- APJOHN
- IRELAND (see also List of Individuals)\24.4.1845 Dublin/IE - 4.4.1914 Hammersmith/UK\James Henry Apjohn graduated from the Trinity College, Belfast, as a Master of Arts and took the engineering course at the same time. He was in 1868 appointed to the Indian Public Works Department and served there in the irrigation branch until 1901, when settling in London. He had been a chief engineer in 1898 and was for some years engineer to the Calcutta port commissioners. His name in India is remembered in connection with the Kidderpore docks. He was known in the Calcutta Society. After his retirement Apjohn established an office in London to devote himself to mechanical research. He was elected a Member of the British Institution of Civil Engineers ICE in 1879, after having been elected an associate in 1869, and a Member in 1875 of the Irish Institution of Civil Engineers. Apjohn was awarded the Telford Premium from the ICE for a paper published in its Transactions.\Apjohn's name is known for the rational formula which he discovered for deducing the humidity of air.

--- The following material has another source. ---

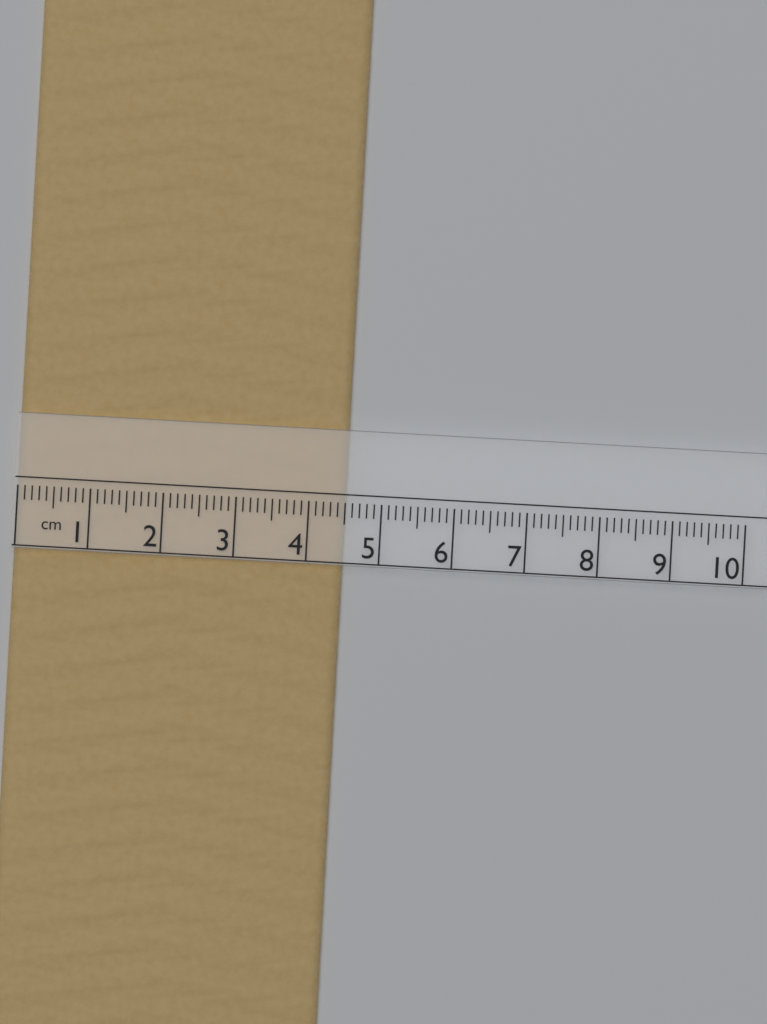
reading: 4.5 cm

In hydraulics he is known for his work relative to the navigation canals in India. There, he conducted observations on gate flow and determined experimentally the discharge coefficients for a range of flow conditions. These apply to gates as were then designed throughout the British Empire, of which the barrages on the Nile River in Egypt may be counted among the largest until around 1900. Apjohn also presented a book on the navigation canals in India, with particular reference to the Midnapore Canal in West Bengal, close to Calcutta, in which design he was involved during his long stay on the sub-continent.\Anonymous (1914). James Henry Apjohn. Journal of the Institution of Civil Engineers, Ireland 40: 203-204.Anonymous (1914). James Henry Apjohn. Minutes Proc. Institution Civil Engineers 197: 329. Apjohn, J.H. (1869). Report on the chemical constitution of the well waters in Trinity College, and its vicinity. Dublin.Apjohn, J.H. (1881). Note on experiments made to determine the true coefficient of the discharge of the head sluice of the Midnapore Canal. Trans. Institution Civil Engineers Ireland 13: 249-262.Apjohn, J.H. (1895). Movement of the walls of the Kidderpur docks. Minutes ICE 121: 104-113. Apjohn, J.H. (1895). Navigation canals in India. Bengal Secretariat Press: Calcutta.
Hydraulicians in Europe 1800-2000 . 2013.